Insanity and Hype
Robin Williams likes to work without a net. If you've ever seen a recording of him onstage, you know what we mean: His shows are totally improvised, just the irrepressible Williams and the audience, usually howling with laughter. No canned jokes, no dress rehearsal, no repeating funny lines that worked last time. His movie roles always start with a script, but Hollywood directors and millions of fans have come to count on Williams -- and his peculiar genius for improvisation -- to make them laugh, or cry, often when they least expect it.And since his early days on TV as Mork from Ork, Williams, now 54, has seldom disappointed. From a homeless man suffering from dementia in The Fisher King, to a divorced father who dresses up as a nanny in Mrs. Doubtfire, he's tackled characters of every stripe. In full comedy mode, this month he'll play Bob Munro in RV, a movie about a workaholic father who takes his family on a business trip in a motor home.
Over the years, journalists who interview Williams have learned to expect the unexpected. So at Reader's Digest we were prepared to be greeted by Williams reciting the Gettysburg Address as James Brown using a Croatian accent while performing a German slap dance. Instead, we met a subdued, normal guy -- who happens to be abnormally funny.
RD: You trained at Juilliard, a very serious acting school. When did you start concentrating on humor?
Williams: I left school and couldn't find acting work, so I started going to clubs where you could do stand-up. I've always improvised, and stand-up was this great release. All of a sudden it was just me and the audience.
RD: What's that like, working in front of a live audience?
Williams: It's frightening and exhilarating. It's like combat. Look at the metaphors: You kill when it works; you die when it doesn't.
RD: You bomb.
Williams: Bombing is bad. Killing is good.

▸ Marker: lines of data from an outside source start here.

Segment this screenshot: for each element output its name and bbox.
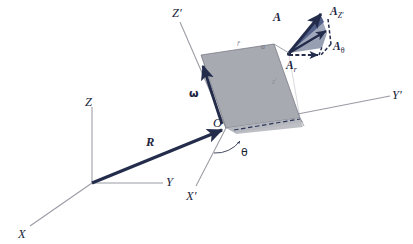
diagram-canvas [0, 0, 413, 244]
axis-label-Z-prime-letter: Z [172, 6, 179, 20]
plane-label-point-a: a [261, 43, 265, 51]
vector-label-A-theta-sub: θ [341, 46, 345, 55]
plane-label-r-bar: r̄ [237, 40, 240, 48]
vector-label-A-r-base: A [286, 59, 294, 71]
plane-label-z-prime: z′ [272, 78, 277, 86]
axis-X-prime-line [196, 128, 226, 186]
vector-label-A-r-sub: r [294, 65, 297, 74]
angle-label-theta: θ [241, 147, 248, 158]
fixed-frame-axes [30, 107, 163, 226]
vector-label-A-Zprime: AZ′ [330, 6, 343, 20]
axis-X-line [30, 183, 92, 226]
vector-label-A-Zprime-base: A [330, 5, 338, 17]
vector-label-A-theta: Aθ [333, 41, 345, 55]
vector-label-R: R [146, 136, 154, 149]
axis-label-X-prime-mark: ′ [194, 189, 197, 203]
axis-label-Y: Y [166, 176, 173, 189]
figure-root: Z Y X Z′ Y′ X′ O θ ω R A AZ′ Aθ Ar r̄ a … [0, 0, 413, 244]
vector-label-A-theta-base: A [333, 40, 341, 52]
axis-label-X: X [18, 228, 26, 241]
origin-label-O: O [213, 117, 222, 130]
axis-label-Z-prime-mark: ′ [179, 6, 182, 20]
construction-dash-right [328, 19, 331, 44]
vector-R-group [92, 130, 222, 183]
axis-label-X-prime-letter: X [186, 189, 194, 203]
vector-label-A: A [273, 11, 281, 23]
axis-label-X-prime: X′ [186, 190, 196, 203]
vector-R-shaft [92, 130, 222, 183]
vector-label-A-r: Ar [286, 60, 297, 74]
axis-label-Y-prime: Y′ [392, 89, 402, 102]
vector-label-omega: ω [189, 88, 199, 99]
vector-label-A-Zprime-sub: Z′ [338, 11, 344, 20]
axis-label-Y-prime-letter: Y [392, 88, 399, 102]
axis-label-Y-prime-mark: ′ [399, 88, 402, 102]
axis-label-Z-prime: Z′ [172, 7, 182, 20]
axis-label-Z: Z [85, 96, 92, 109]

RD: Do you remember your first routine?
Williams: Vaguely. It was in San Francisco, in the '70s, at this place called The Committee. I was a football quarterback on acid -- kind of a funky Lawrence Welk, like Welk doing Soul Train. It was a pretty wild time.
RD: There are different kinds of humorists -- the political type like Jon Stewart, or the more observational like Jerry Seinfeld. How would you define your humor?
Williams: It's kind of the lazy Susan effect. It has samples of all -- blue, some very personal observations, some political observations, some world observations, some making fun of the celebrity world, and it's insanity and hype. It kind of goes everywhere.
RD: Do you work from a script?
Williams: No. It's more like headlines. "German Pope." You build off a topic and explore how far you can go.
RD: Do you practice?
Williams: No, I don't practice anything. I spend time looking over ideas and then just get out and do it. Even when I did my Broadway show, I did 15 minutes no one had seen before, because that was the night that Michael Jackson protested about Al Sharpton bailing on him. I said, "Wow, if that man bails on you, this must be really a lost cause."
RD: Wouldn't it be safer to script it?
Williams: Safer is not a good thing.
RD: Do you ever self-censor?
Williams: People would say I never censor. As Billy Crystal says, "I don't have that button."
RD: Is anything not funny to you?
Williams: Anything that is not funny at a certain point will be funny.
RD: You've gotten away with stuff others wouldn't. Why?
Williams: Maybe it's a likability, that I seem fluffy. Occasionally I will be angry -- someone will really push the button. But I always came from the idea that I enjoy this. It's a blast. Maybe that keeps it from being intense.
RD: At this point do you consider yourself a comic first, then an actor, or vice versa?
Williams: For me, they're interchangeable. They feed each other nicely. And comedy pays the bills if I can't find a film.